On Fri, Nov 25, 2016 at 3:56 PM, Boqun Feng <boqun.f...@gmail.com> wrote:
> On Fri, Nov 25, 2016 at 01:44:04PM +0100, Peter Zijlstra wrote:
>> On Fri, Nov 25, 2016 at 01:40:44PM +0100, Peter Zijlstra wrote:
>> > #define SINGLE_LOAD(x)                                              \
>> > {(                                                          \
>> >     compiletime_assert_atomic_type(typeof(x));              \
>>
>> Should be:
>>
>>       compiletime_assert_atomic_type(x);
>>
>> >     WARN_SINGLE_COPY_ALIGNMENT(&(x));                       \
>
> Do we need to worry about the side effect on x? Maybe
>
> #define SINGLE_LOAD(x)                                  \
> ({                                                      \
>         typeof(x) *_____ptr;                            \
>                                                         \
>         compiletime_assert_atomic_type(typeof(x));      \
>                                                         \
>         _____ptr = &(x);                                \
>                                                         \
>         WARN_SINGLE_COPY_ALIGNMENT(_____ptr);           \
>                                                         \
>         READ_ONCE(*_____ptr);                           \
> })
>
> Ditto for SINGLE_STORE()
>
> Regards,
> Boqun
>
>> >     READ_ONCE(x);                                           \
>> > })
>> >
>> > #define SINGLE_STORE(x, v)                                  \
>> > ({                                                          \
>> >     compiletime_assert_atomic_type(typeof(x));              \
>>
>> idem
>>
>> >     WARN_SINGLE_COPY_ALIGNMENT(&(x));                       \
>> >     WRITE_ONCE(x, v);                                       \
>> > })


READ/WRITE_ONCE imply atomicity. Even if their names don't spell it (a
function name doesn't have to spell all of its guarantees). Most of
the uses of READ/WRITE_ONCE will be broken if they are not atomic.
"Read once but not necessary atomically" is a very subtle primitive
which is very easy to misuse. What are use cases for such primitive
that won't be OK with "read once _and_ atomically"? Copy to/from user
is obviously one such case, but it is already handled specially.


• **AIM OF THE EXERCISE**
Check every line of the data below for the word "Persistence", then give only the number of lines that have it.

=======

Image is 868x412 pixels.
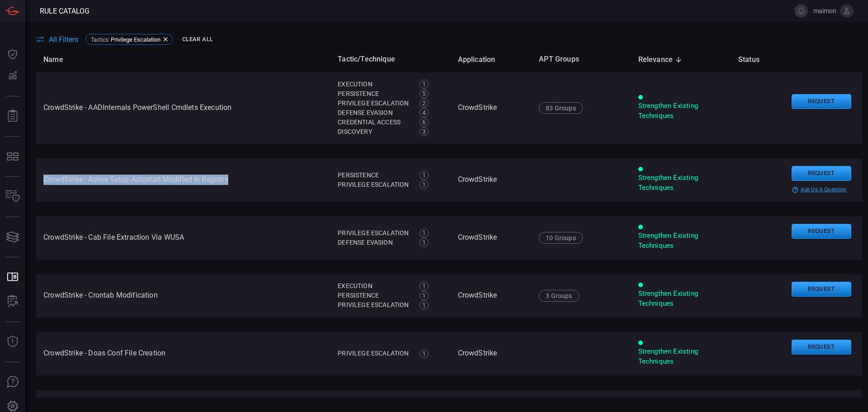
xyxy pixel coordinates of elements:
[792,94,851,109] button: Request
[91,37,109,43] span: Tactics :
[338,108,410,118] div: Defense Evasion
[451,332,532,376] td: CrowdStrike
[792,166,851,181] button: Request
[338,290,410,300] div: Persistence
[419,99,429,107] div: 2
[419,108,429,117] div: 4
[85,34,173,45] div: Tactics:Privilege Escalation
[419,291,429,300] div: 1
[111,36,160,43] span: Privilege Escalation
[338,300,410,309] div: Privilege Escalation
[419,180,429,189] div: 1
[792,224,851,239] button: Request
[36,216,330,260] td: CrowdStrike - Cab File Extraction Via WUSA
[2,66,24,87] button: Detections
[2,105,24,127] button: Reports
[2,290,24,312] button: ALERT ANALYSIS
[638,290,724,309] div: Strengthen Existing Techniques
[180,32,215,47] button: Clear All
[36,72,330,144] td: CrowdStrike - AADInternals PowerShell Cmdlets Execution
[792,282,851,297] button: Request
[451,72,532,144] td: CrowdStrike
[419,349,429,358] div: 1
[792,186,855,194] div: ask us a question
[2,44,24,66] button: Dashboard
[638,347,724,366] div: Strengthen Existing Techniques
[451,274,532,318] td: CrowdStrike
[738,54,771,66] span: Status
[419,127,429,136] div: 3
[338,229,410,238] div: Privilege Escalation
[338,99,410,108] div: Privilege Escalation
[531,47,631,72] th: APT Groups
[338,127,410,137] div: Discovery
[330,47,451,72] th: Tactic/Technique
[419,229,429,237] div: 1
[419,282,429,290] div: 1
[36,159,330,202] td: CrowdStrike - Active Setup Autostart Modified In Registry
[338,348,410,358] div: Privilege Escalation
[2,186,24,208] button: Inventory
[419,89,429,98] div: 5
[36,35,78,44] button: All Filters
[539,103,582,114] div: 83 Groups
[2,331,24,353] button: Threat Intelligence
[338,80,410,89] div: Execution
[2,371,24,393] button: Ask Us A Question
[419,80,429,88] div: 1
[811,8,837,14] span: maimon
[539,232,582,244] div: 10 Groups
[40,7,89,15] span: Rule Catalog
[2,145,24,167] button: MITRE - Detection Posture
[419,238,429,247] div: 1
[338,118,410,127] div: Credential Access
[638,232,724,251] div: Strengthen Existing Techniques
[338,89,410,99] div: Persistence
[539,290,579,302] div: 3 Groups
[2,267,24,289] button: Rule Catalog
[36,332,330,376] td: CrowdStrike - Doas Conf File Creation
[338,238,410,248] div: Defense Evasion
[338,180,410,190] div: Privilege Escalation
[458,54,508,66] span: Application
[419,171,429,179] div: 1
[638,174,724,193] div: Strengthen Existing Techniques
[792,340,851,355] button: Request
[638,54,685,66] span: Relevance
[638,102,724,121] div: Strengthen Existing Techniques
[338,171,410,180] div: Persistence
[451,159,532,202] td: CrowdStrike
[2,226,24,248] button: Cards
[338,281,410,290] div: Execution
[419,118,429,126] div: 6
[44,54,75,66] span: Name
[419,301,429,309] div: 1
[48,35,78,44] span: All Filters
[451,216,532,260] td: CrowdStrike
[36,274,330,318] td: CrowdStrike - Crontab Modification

=======

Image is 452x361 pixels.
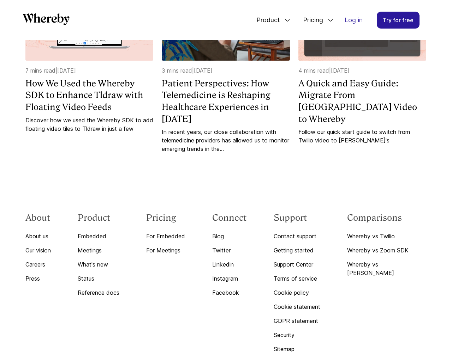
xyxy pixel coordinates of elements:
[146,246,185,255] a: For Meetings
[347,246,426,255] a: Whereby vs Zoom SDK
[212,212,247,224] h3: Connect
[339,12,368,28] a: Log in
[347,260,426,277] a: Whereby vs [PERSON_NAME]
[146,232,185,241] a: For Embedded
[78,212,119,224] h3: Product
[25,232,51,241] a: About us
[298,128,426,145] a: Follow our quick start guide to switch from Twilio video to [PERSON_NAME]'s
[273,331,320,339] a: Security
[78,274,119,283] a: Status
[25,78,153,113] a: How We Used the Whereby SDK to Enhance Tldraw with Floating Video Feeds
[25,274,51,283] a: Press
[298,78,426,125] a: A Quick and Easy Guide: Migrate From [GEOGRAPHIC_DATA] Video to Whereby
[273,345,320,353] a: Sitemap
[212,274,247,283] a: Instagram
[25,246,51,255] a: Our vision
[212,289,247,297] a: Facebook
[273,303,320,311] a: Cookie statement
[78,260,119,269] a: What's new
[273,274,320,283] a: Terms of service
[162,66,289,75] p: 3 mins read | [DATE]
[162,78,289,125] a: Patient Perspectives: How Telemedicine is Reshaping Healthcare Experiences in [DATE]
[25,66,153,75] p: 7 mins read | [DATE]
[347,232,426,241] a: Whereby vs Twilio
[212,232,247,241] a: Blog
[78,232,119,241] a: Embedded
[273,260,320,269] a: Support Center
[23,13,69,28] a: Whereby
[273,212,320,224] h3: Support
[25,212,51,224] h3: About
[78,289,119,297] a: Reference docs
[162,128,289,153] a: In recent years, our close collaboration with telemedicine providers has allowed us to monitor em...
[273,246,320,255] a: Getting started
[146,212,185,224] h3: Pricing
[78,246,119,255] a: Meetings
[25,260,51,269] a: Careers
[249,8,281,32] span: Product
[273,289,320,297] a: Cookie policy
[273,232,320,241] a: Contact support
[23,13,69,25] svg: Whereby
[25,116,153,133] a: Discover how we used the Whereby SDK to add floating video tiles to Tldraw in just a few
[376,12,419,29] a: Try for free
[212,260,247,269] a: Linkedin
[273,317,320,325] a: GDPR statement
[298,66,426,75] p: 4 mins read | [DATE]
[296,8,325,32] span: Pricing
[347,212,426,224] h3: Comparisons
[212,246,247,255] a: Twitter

=======

• **PROBLEM SOLUTION**
3